Archaeology

Ancient footprints show Neanderthals may have been taller than thought

Ancient footprints show Neanderthals may have been taller than thought

We know it as archeologists have seen hundreds of Neanderthals footprints in France — most of them laid by children. They walked and maybe played along the beach in the prehistoric world ;

Do we discover that Neanderthals were more like modern humans than previously thought by following their footsteps? Have we been underestimated our ancient cousins?

The 257 footprints from Neanderthal found by archaeologists from Le Rozel, on the coast of northwest France, Manche, Normandy, and what is surprising to the scientists is that the majority of the prints are made by children.

The excavation of a footprint on the Le Rozel archeological site

In 1856, in a limestone quarry in the Neander Valley near Düsseldorf, Germany, a set of ancient bones were discovered including an oval-shaped skull with a low, receding forehead and distinct brow ridges.

Scientists initially believed belonged to a deformed human but after several weeks the penny dropped that they had discovered an early human ancestor and that species was named Homo neanderthalensis.

Neanderthal ancestors left Africa before modern humans, as far back as 500,000 years ago, and they were in Europe when our ancestors walked the same journey about 70,000 years ago.

It is thought Neanderthals eventually disappeared around 40,000 years ago. But now, archaeologists in Le Rozel, on the coast of northwest France, in the department of Manche, Normandy, have discovered 257 footprints from Neanderthals and what surprises the scientists is that most of the prints were made by children.

Footprints of A Lost Species

This year, a scientific paper was published in Quaternary Science Reviews explaining that previous to Le Rozel, only one set of 62,000-year-old Neanderthal footprints had ever been found, in Romania.

Then, in 2018, an array of fossilized footprints was discovered in an ancient sand dune in Gibraltar, of the Iberian Peninsula, which was thought to have been left by one of the “last Neanderthals ever to walk the Earth.”

Neanderthal (Homo neanderthalensis) footprint in the Natural History Museum in Prague.

Coastal erosion first exposed Le Rozel in France in 1967 and the site has been excavated every three months since 2012. The discovery of these “extremely rare footprints” is by far the largest group of hominin fossil footprints found to date. And while some of the footprints were found in isolated patches, some were found in a walking sequence, with one footprint after another.

The new paper, published in PNAS by Dr. Jérémy Duveau of the Museum of National History in Paris and colleagues, says that no hominin species other than Neanderthals are known to have been living in the area of Le Rozel at the time.

This was supported by the types of stone tools they recovered which according to the paper were “typical of Neanderthals of the time”. The scientists concluded that this particular group contained at least four Neanderthals, but more likely up to 13, to count for all the footprints.

Were Neanderthals Taller Than We Think?

The researchers say the first and foremost indicator that these prints were Neanderthal was the shape of the foot, which is flatter and “less gracile” than ours. Of the 257 recorded footprints, 88 were complete and ranged from 11.4 to 28.7 centimeters (4.5 to 11.3 inches) in length, indicating the Neanderthals ranged from 74 centimeters in height (2 feet, 5 inches tall) to 185 centimeters (6 feet, 1 inch) – children and adults.

The partial skeleton of a Neanderthal child.

The scientists found the average height within this group of Neanderthals was 175 centimeters, (5 feet, 7 inches) compared with modern Homo sapiens averaging about 5 feet, 9 inches. These measurements, according to a report in New Scientist, match the average height of a man in the USA today suggesting Neanderthals could have been “taller than previous evidence suggests.”

Crabs on A Beach Leave Many Prints

The measured sizes of the footprints established that “more than half the occupants were shorter than 130 centimeters (4 feet, 3 inches) tall” suggesting that between 80 to 90 percent of the individuals were children, with a 2-year-old’s print measuring only 11.4 centimeters (4.5 inches) in length.

However, caution must be extended to the suggested group size of 13 based on the footprint count for, as any of you that have children will know, when left to their own devices, they can be like beach crabs tootling to-and-fro with the tide.

In practice, one child leaves many prints for everyone left by an adult, but accounting for this and other variables, the team of researchers believe their conclusion that children made up most of the group “is reasonable”.

These new results were compared to another Neanderthal group that had lived in the El Sidrón cave system in northern Spain in Normandy about 48,000 years ago, where researchers conducted mitochondrial genetic analysis and found seven adults, three adolescents, two children, and one infant—which is clearly a far higher proportion of adults to children.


What needs to be done
After reading the data, copy it out in full and exactly.
** Opening Dataset records block **
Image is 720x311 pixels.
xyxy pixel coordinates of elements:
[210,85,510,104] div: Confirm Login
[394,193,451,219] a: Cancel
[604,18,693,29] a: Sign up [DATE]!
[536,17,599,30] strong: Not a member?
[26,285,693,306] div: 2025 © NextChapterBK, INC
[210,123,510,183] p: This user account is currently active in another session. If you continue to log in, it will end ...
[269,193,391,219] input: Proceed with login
** Closing Dataset records block **
Finished exercise
Image is 720x311 pixels.
xyxy pixel coordinates of elements:
[210,85,510,104] div: Confirm Login
[394,193,451,219] a: Cancel
[604,18,693,29] a: Sign up [DATE]!
[536,17,599,30] strong: Not a member?
[26,285,693,306] div: 2025 © NextChapterBK, INC
[210,123,510,183] p: This user account is currently active in another session. If you continue to log in, it will end ...
[269,193,391,219] input: Proceed with login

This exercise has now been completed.